Monday, Feb. 04, 1946
Youth for Christ
"Out in Colorado Springs a couple of years ago, there was a freckle-faced elevator boy. . . . One day ... I asked, 'Did you ever receive Christ?'
"He answered, 'That's just what I don't understand. How do you do that?'
"I said, '. . . Would you like to have a quarter? ... I'll give it to you as a gift.'
". . . He took the quarter, and I said, '. . . I gave you a quarter and you took it and it's yours now. God gave you Jesus Christ, salvation, and everlasting life. . . . To get Jesus Christ you take it just like you did the quarter, but from the hand of God. . . . Tell me something, Bud. To whom does Jesus Christ belong?'
"I can see him as he said, 'He's mine.'
"Young folks, is He yours? Have you really been born again? Or are you hiding a heart full of sin behind the cloak of a lot of Scripture verses and other things? I wonder if God took you right now, if you are sure that you would go to Heaven? If you are not, make sure tonight."
Every Saturday night in Chicago's 2,500-capacity Orchestra Hall, Youth for Christ rallies listen to this sort of old-fashioned evangelistic appeal. The evangelist: blond, cheerleaderish, 36-year-old Torrey Johnson--director, sparkplug and guiding spirit of "Chicagoland Youth for Christ," president of Youth for Christ International, Inc.
Youth for Christ rallies began in New York in 1940 under the two-fisted leadership of a handsome young ex-insurance salesman, Jack Wyrtzen, whose zest for life had previously found its outlet in playing the trombone for a cavalry band. It mushroomed in Washington, D.C., Detroit, Indianapolis and St. Louis, and then in 1944 Baptist Torrey Johnson (pastor of Chicago's Midwest Bible Church) organized "Chicagoland" for Christ, quickly took over as a national leader. Today Y.F.C.'s rough estimates--there are no others--put the movement's strength at 300 "units" in the U.S., 200-odd more overseas. Average attendance at rallies: 350. Biggest Y.F.C. mobilization: 70,000 men, women and adolescents at Chicago's Soldier Field last Memorial Day.
Youth for Christ rallies combine the tried & true methods of evangelism with a streamlined box-office appeal that stresses a good deal of amateur-nightish entertainment: Bible quiz shows, sleight-of-hand performers, ventriloquists, close-harmony quartets. The basic precept: "Remember that this is Youth for Christ, and plan your program with teen-age young people in mind."
Says Director Johnson: "Youth for Christ has a two-fold purpose. First, the spiritual revitalization of America, which will bring America back to God, the Bible and the Church. Second, the complete evangelization of the world in our generation. . . .
"Youth for Christ has taken a million or more young people who were candidates for taverns and places of vice and put them in a wholesome atmosphere. . . . We've carried them through the critical years of uncertainty. . . . We're a sort of clearing house midway between the world and the Church. . . . And . . . our rallies are held on Saturday night, the one night the wiseacres said we couldn't succeed.
"We're getting ready for the big push. Five or six of us plan to go to Europe in March. . . . We hope to go to Scandinavia and Germany and maybe Russia. Next fall we're going to Australia and New Zealand, and in a year to China and Japan."
This global mission will come under the aegis of Evangelist Johnson's own newly formed offshoot, Youth for Christ International, which already boasts a payroll of 18 employes, including six field men whose salaries average $2,500 a year.
According to Torrey Johnson, President Truman, after a Y.F.C. rally in Olympia, Wash., said: "This is what I hoped would happen in America." But not all Americans are so sure. Some view with alarm the pious trumpeting of the Hearst press on Y.F.C.'s behalf, also the support of rightish. rabble-rousing "nationalists" like Gerald L. K. Smith. Of this kind of criticism, Torrey Johnson says: "Maybe he [Hearst] saw a million people across the country were going to Y.F.C. rallies every week and he decided to get in on the selling end. I've never gotten a dime from him and we've never met. . . . We don't want anything to do with [Gerald L. K. Smith] or anyone with a political ax to grind. Y.F.C. is a 100% religious movement."
Criticism of Y.F.C. has been religious as well as political. Associate Editor Harold E. Fey of the Christian Century has scathingly compared its "milky abstractions" with the "solid meat" of the great evangelists in the American religious tradition: in Youth for Christ rallies "a great deal is said about salvation, but nobody attempts to define it."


▶ **Your task**:
Whenever a line of the data below holds the string "activity", copy that line.

▶ **Entries taken from a collection**:

• • • • • • •

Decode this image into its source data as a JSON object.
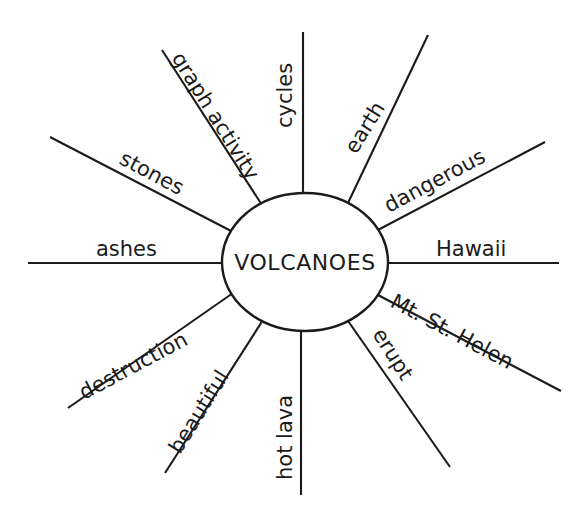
{
  "diagram": {
    "type": "word-web",
    "title": "VOLCANOES",
    "center": {
      "label": "VOLCANOES",
      "shape": "ellipse",
      "cx": 305,
      "cy": 262,
      "rx": 83,
      "ry": 69
    },
    "stroke_color": "#1b1b1b",
    "background_color": "#ffffff",
    "spoke_count": 12,
    "spokes": [
      {
        "id": "cycles",
        "label": "cycles",
        "angle_deg": -90,
        "text_rotation_deg": -90,
        "x1": 303,
        "y1": 193,
        "x2": 303,
        "y2": 32,
        "tx": 292,
        "ty": 128,
        "anchor": "start"
      },
      {
        "id": "earth",
        "label": "earth",
        "angle_deg": -58,
        "text_rotation_deg": -58,
        "x1": 347,
        "y1": 205,
        "x2": 428,
        "y2": 35,
        "tx": 356,
        "ty": 155,
        "anchor": "start"
      },
      {
        "id": "dangerous",
        "label": "dangerous",
        "angle_deg": -28,
        "text_rotation_deg": -28,
        "x1": 376,
        "y1": 231,
        "x2": 545,
        "y2": 142,
        "tx": 389,
        "ty": 213,
        "anchor": "start"
      },
      {
        "id": "hawaii",
        "label": "Hawaii",
        "angle_deg": 0,
        "text_rotation_deg": 0,
        "x1": 388,
        "y1": 263,
        "x2": 559,
        "y2": 263,
        "tx": 436,
        "ty": 256,
        "anchor": "start"
      },
      {
        "id": "mt-st-helen",
        "label": "Mt. St. Helen",
        "angle_deg": 28,
        "text_rotation_deg": 28,
        "x1": 376,
        "y1": 294,
        "x2": 561,
        "y2": 391,
        "tx": 389,
        "ty": 306,
        "anchor": "start"
      },
      {
        "id": "erupt",
        "label": "erupt",
        "angle_deg": 58,
        "text_rotation_deg": 58,
        "x1": 346,
        "y1": 318,
        "x2": 450,
        "y2": 467,
        "tx": 372,
        "ty": 334,
        "anchor": "start"
      },
      {
        "id": "hot-lava",
        "label": "hot lava",
        "angle_deg": 90,
        "text_rotation_deg": -90,
        "x1": 301,
        "y1": 331,
        "x2": 301,
        "y2": 495,
        "tx": 292,
        "ty": 480,
        "anchor": "start"
      },
      {
        "id": "beautiful",
        "label": "beautiful",
        "angle_deg": 122,
        "text_rotation_deg": -58,
        "x1": 263,
        "y1": 320,
        "x2": 165,
        "y2": 473,
        "tx": 180,
        "ty": 455,
        "anchor": "start"
      },
      {
        "id": "destruction",
        "label": "destruction",
        "angle_deg": 152,
        "text_rotation_deg": -28,
        "x1": 233,
        "y1": 293,
        "x2": 68,
        "y2": 408,
        "tx": 84,
        "ty": 400,
        "anchor": "start"
      },
      {
        "id": "ashes",
        "label": "ashes",
        "angle_deg": 180,
        "text_rotation_deg": 0,
        "x1": 222,
        "y1": 263,
        "x2": 28,
        "y2": 263,
        "tx": 96,
        "ty": 256,
        "anchor": "start"
      },
      {
        "id": "stones",
        "label": "stones",
        "angle_deg": -152,
        "text_rotation_deg": 28,
        "x1": 233,
        "y1": 232,
        "x2": 50,
        "y2": 137,
        "tx": 118,
        "ty": 163,
        "anchor": "start"
      },
      {
        "id": "graph-activity",
        "label": "graph activity",
        "angle_deg": -122,
        "text_rotation_deg": 58,
        "x1": 262,
        "y1": 205,
        "x2": 162,
        "y2": 50,
        "tx": 171,
        "ty": 58,
        "anchor": "start"
      }
    ]
  }
}
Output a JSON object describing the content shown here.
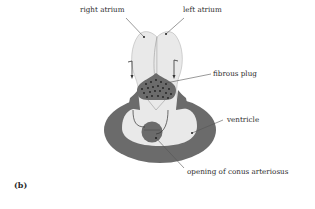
{
  "figure": {
    "panel_label": "(b)",
    "labels": {
      "right_atrium": "right atrium",
      "left_atrium": "left atrium",
      "fibrous_plug": "fibrous plug",
      "ventricle": "ventricle",
      "conus_opening": "opening of conus arteriosus"
    },
    "colors": {
      "dark_tissue": "#6b6b6b",
      "light_chamber": "#e9e9e9",
      "outline": "#8a8a8a",
      "leader_line": "#555555",
      "plug_dots": "#1e1e1e"
    }
  }
}
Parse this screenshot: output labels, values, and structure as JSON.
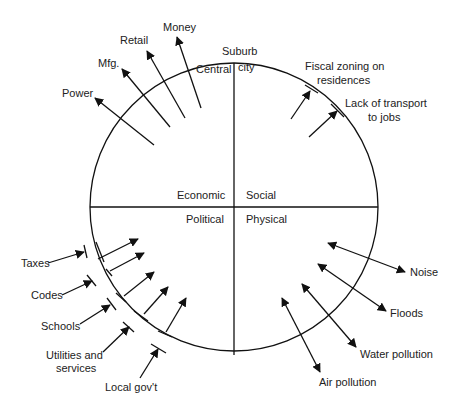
{
  "diagram": {
    "rings": {
      "outer": "Suburb",
      "inner_a": "Central",
      "inner_b": "city"
    },
    "quadrants": {
      "top_left": "Economic",
      "top_right": "Social",
      "bottom_left": "Political",
      "bottom_right": "Physical"
    },
    "economic_outflows": [
      "Power",
      "Mfg.",
      "Retail",
      "Money"
    ],
    "social_inflows": {
      "a1": "Fiscal zoning on",
      "a2": "residences",
      "b1": "Lack of transport",
      "b2": "to jobs"
    },
    "political_items": {
      "taxes": "Taxes",
      "codes": "Codes",
      "schools": "Schools",
      "util1": "Utilities and",
      "util2": "services",
      "local": "Local gov't"
    },
    "physical_items": [
      "Noise",
      "Floods",
      "Water pollution",
      "Air pollution"
    ]
  }
}
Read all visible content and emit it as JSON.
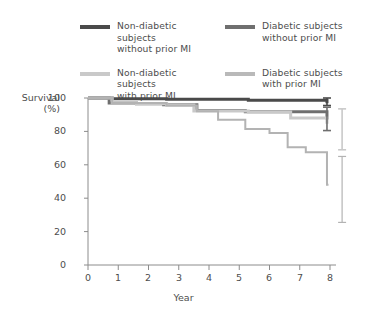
{
  "chart_data": {
    "type": "line",
    "subtype": "kaplan-meier-step",
    "title": "",
    "xlabel": "Year",
    "ylabel": "Survival (%)",
    "xlim": [
      0,
      8
    ],
    "ylim": [
      0,
      100
    ],
    "xticks": [
      0,
      1,
      2,
      3,
      4,
      5,
      6,
      7,
      8
    ],
    "yticks": [
      0,
      20,
      40,
      60,
      80,
      100
    ],
    "grid": false,
    "legend_position": "top",
    "series": [
      {
        "name": "Non-diabetic subjects without prior MI",
        "color": "#4a4a4a",
        "line_width": 3,
        "steps_x": [
          0,
          0.8,
          2.6,
          5.3,
          7.9
        ],
        "steps_y": [
          100,
          99.6,
          99.2,
          98.6,
          97.8
        ],
        "endpoint_value": 97.8,
        "error_bar": {
          "at_x": 7.9,
          "low": 95.5,
          "high": 100.0
        }
      },
      {
        "name": "Diabetic subjects without prior MI",
        "color": "#6f6f6f",
        "line_width": 3,
        "steps_x": [
          0,
          0.7,
          1.6,
          2.5,
          3.6,
          5.2,
          7.9
        ],
        "steps_y": [
          100,
          97.0,
          96.6,
          96.0,
          92.5,
          91.8,
          88.0
        ],
        "endpoint_value": 88.0,
        "error_bar": {
          "at_x": 7.9,
          "low": 80.5,
          "high": 94.5
        }
      },
      {
        "name": "Non-diabetic subjects with prior MI",
        "color": "#c9c9c9",
        "line_width": 3,
        "steps_x": [
          0,
          0.8,
          1.6,
          2.6,
          3.5,
          5.3,
          6.7,
          7.9
        ],
        "steps_y": [
          100,
          97.2,
          96.6,
          95.8,
          92.2,
          91.6,
          88.0,
          85.5
        ],
        "endpoint_value": 85.5,
        "error_bar": {
          "at_x": 8.4,
          "low": 69.0,
          "high": 93.5
        }
      },
      {
        "name": "Diabetic subjects with prior MI",
        "color": "#b3b3b3",
        "line_width": 2,
        "steps_x": [
          0,
          0.8,
          2.6,
          3.6,
          4.3,
          5.2,
          6.0,
          6.6,
          7.2,
          7.9
        ],
        "steps_y": [
          100,
          97.0,
          95.5,
          92.0,
          87.0,
          81.5,
          79.0,
          70.5,
          67.5,
          48.0
        ],
        "endpoint_value": 48.0,
        "error_bar": {
          "at_x": 8.4,
          "low": 25.5,
          "high": 65.0
        }
      }
    ]
  },
  "legend": {
    "items": [
      {
        "id": "non-diabetic-without-mi",
        "label": "Non-diabetic subjects\nwithout prior MI",
        "color": "#4a4a4a"
      },
      {
        "id": "diabetic-without-mi",
        "label": "Diabetic subjects\nwithout prior MI",
        "color": "#6f6f6f"
      },
      {
        "id": "non-diabetic-with-mi",
        "label": "Non-diabetic subjects\nwith prior MI",
        "color": "#c9c9c9"
      },
      {
        "id": "diabetic-with-mi",
        "label": "Diabetic subjects\nwith prior MI",
        "color": "#b9b9b9"
      }
    ]
  },
  "axes": {
    "y_title": "Survival\n(%)",
    "x_title": "Year",
    "y_tick_labels": [
      "100",
      "80",
      "60",
      "40",
      "20",
      "0"
    ],
    "x_tick_labels": [
      "0",
      "1",
      "2",
      "3",
      "4",
      "5",
      "6",
      "7",
      "8"
    ]
  },
  "colors": {
    "axis": "#8c8c8c",
    "text": "#4d4d4d",
    "background": "#ffffff"
  }
}
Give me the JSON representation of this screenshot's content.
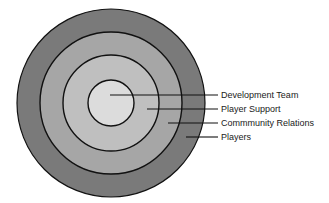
{
  "diagram": {
    "type": "concentric-circles",
    "center": {
      "x": 111,
      "y": 103
    },
    "rings": [
      {
        "name": "Players",
        "radius": 94,
        "fill": "#7a7a7a"
      },
      {
        "name": "Commmunity Relations",
        "radius": 71,
        "fill": "#a6a6a6"
      },
      {
        "name": "Player Support",
        "radius": 48,
        "fill": "#bfbfbf"
      },
      {
        "name": "Development Team",
        "radius": 23,
        "fill": "#dcdcdc"
      }
    ],
    "stroke": "#111111",
    "labels": [
      {
        "text": "Development Team",
        "line_start_x": 110,
        "line_y": 95
      },
      {
        "text": "Player Support",
        "line_start_x": 147,
        "line_y": 109
      },
      {
        "text": "Commmunity Relations",
        "line_start_x": 168,
        "line_y": 123
      },
      {
        "text": "Players",
        "line_start_x": 186,
        "line_y": 137
      }
    ],
    "line_end_x": 218,
    "label_x": 221
  }
}
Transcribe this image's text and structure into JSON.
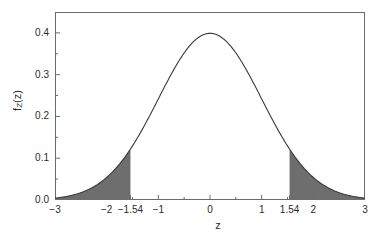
{
  "chart_data": {
    "type": "area",
    "title": "",
    "subtitle": "",
    "xlabel": "z",
    "ylabel": "f_Z(z)",
    "ylabel_base": "f",
    "ylabel_sub": "Z",
    "ylabel_arg": "(z)",
    "xlim": [
      -3,
      3
    ],
    "ylim": [
      0.0,
      0.45
    ],
    "grid": false,
    "legend": null,
    "x_ticks": [
      {
        "value": -3,
        "label": "−3"
      },
      {
        "value": -2,
        "label": "−2"
      },
      {
        "value": -1.54,
        "label": "−1.54"
      },
      {
        "value": -1,
        "label": "−1"
      },
      {
        "value": 0,
        "label": "0"
      },
      {
        "value": 1,
        "label": "1"
      },
      {
        "value": 1.54,
        "label": "1.54"
      },
      {
        "value": 2,
        "label": "2"
      },
      {
        "value": 3,
        "label": "3"
      }
    ],
    "x_minor_ticks": [
      -2.5,
      -1.5,
      -0.5,
      0.5,
      1.5,
      2.5
    ],
    "y_ticks": [
      {
        "value": 0.0,
        "label": "0.0"
      },
      {
        "value": 0.1,
        "label": "0.1"
      },
      {
        "value": 0.2,
        "label": "0.2"
      },
      {
        "value": 0.3,
        "label": "0.3"
      },
      {
        "value": 0.4,
        "label": "0.4"
      }
    ],
    "y_minor_ticks": [
      0.05,
      0.15,
      0.25,
      0.35,
      0.45
    ],
    "series": [
      {
        "name": "Standard normal density",
        "type": "line",
        "formula": "phi(z) = exp(-z^2/2)/sqrt(2*pi)",
        "color": "#3a3a3a",
        "line_width": 1,
        "x": [
          -3.0,
          -2.8,
          -2.6,
          -2.4,
          -2.2,
          -2.0,
          -1.8,
          -1.6,
          -1.54,
          -1.4,
          -1.2,
          -1.0,
          -0.8,
          -0.6,
          -0.4,
          -0.2,
          0.0,
          0.2,
          0.4,
          0.6,
          0.8,
          1.0,
          1.2,
          1.4,
          1.54,
          1.6,
          1.8,
          2.0,
          2.2,
          2.4,
          2.6,
          2.8,
          3.0
        ],
        "y": [
          0.0044,
          0.0079,
          0.0136,
          0.0224,
          0.0355,
          0.054,
          0.079,
          0.1109,
          0.1219,
          0.1497,
          0.1942,
          0.242,
          0.2897,
          0.3332,
          0.3683,
          0.391,
          0.3989,
          0.391,
          0.3683,
          0.3332,
          0.2897,
          0.242,
          0.1942,
          0.1497,
          0.1219,
          0.1109,
          0.079,
          0.054,
          0.0355,
          0.0224,
          0.0136,
          0.0079,
          0.0044
        ]
      }
    ],
    "shaded_regions": [
      {
        "name": "left-tail",
        "from": -3.0,
        "to": -1.54,
        "color": "#6e6e6e",
        "label": "lower rejection region"
      },
      {
        "name": "right-tail",
        "from": 1.54,
        "to": 3.0,
        "color": "#6e6e6e",
        "label": "upper rejection region"
      }
    ],
    "annotations": [],
    "colors": {
      "curve": "#3a3a3a",
      "shade": "#6e6e6e",
      "axis": "#6b6b6b",
      "text": "#2b2b2b",
      "background": "#ffffff"
    }
  }
}
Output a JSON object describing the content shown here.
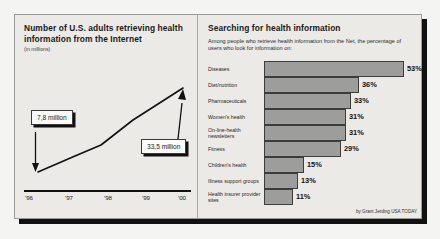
{
  "left_panel": {
    "title": "Number of U.S. adults retrieving health information from the Internet",
    "subtitle": "(in millions)",
    "callout_start": "7,8 million",
    "callout_end": "33,5 million"
  },
  "right_panel": {
    "title": "Searching for health information",
    "lede": "Among people who retrieve health information from the Net, the percentage of users who look for information on:",
    "credit": "by Grant Jerding USA TODAY"
  },
  "colors": {
    "bar_fill": "#9d9d9b",
    "bar_border": "#3c3c3a",
    "panel_bg": "#eceae6",
    "frame_border": "#9a9a96",
    "shadow": "#111111"
  },
  "chart_data": [
    {
      "type": "line",
      "title": "Number of U.S. adults retrieving health information from the Internet",
      "subtitle": "(in millions)",
      "xlabel": "",
      "ylabel": "",
      "x": [
        "'96",
        "'97",
        "'98",
        "'99",
        "'00"
      ],
      "categories": [
        "'96",
        "'97",
        "'98",
        "'99",
        "'00"
      ],
      "values": [
        7.8,
        13.5,
        19.0,
        26.5,
        33.5
      ],
      "ylim": [
        0,
        36
      ],
      "grid": false,
      "legend": "none",
      "annotations": [
        {
          "text": "7,8 million",
          "point": "'96",
          "value": 7.8
        },
        {
          "text": "33,5 million",
          "point": "'00",
          "value": 33.5
        }
      ]
    },
    {
      "type": "bar",
      "orientation": "horizontal",
      "title": "Searching for health information",
      "subtitle": "Among people who retrieve health information from the Net, the percentage of users who look for information on:",
      "xlabel": "",
      "ylabel": "",
      "categories": [
        "Diseases",
        "Diet/nutrition",
        "Pharmaceuticals",
        "Women's health",
        "On-line-health newsletters",
        "Fitness",
        "Children's health",
        "Illness support groups",
        "Health insurer provider sites"
      ],
      "values": [
        53,
        36,
        33,
        31,
        31,
        29,
        15,
        13,
        11
      ],
      "value_labels": [
        "53%",
        "36%",
        "33%",
        "31%",
        "31%",
        "29%",
        "15%",
        "13%",
        "11%"
      ],
      "xlim": [
        0,
        53
      ],
      "grid": false,
      "legend": "none"
    }
  ],
  "axis_ticks": [
    "'96",
    "'97",
    "'98",
    "'99",
    "'00"
  ]
}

• • • • • • •

▶ **Response to this exercise**:
        "id": "graph-activity",
        "label": "graph activity",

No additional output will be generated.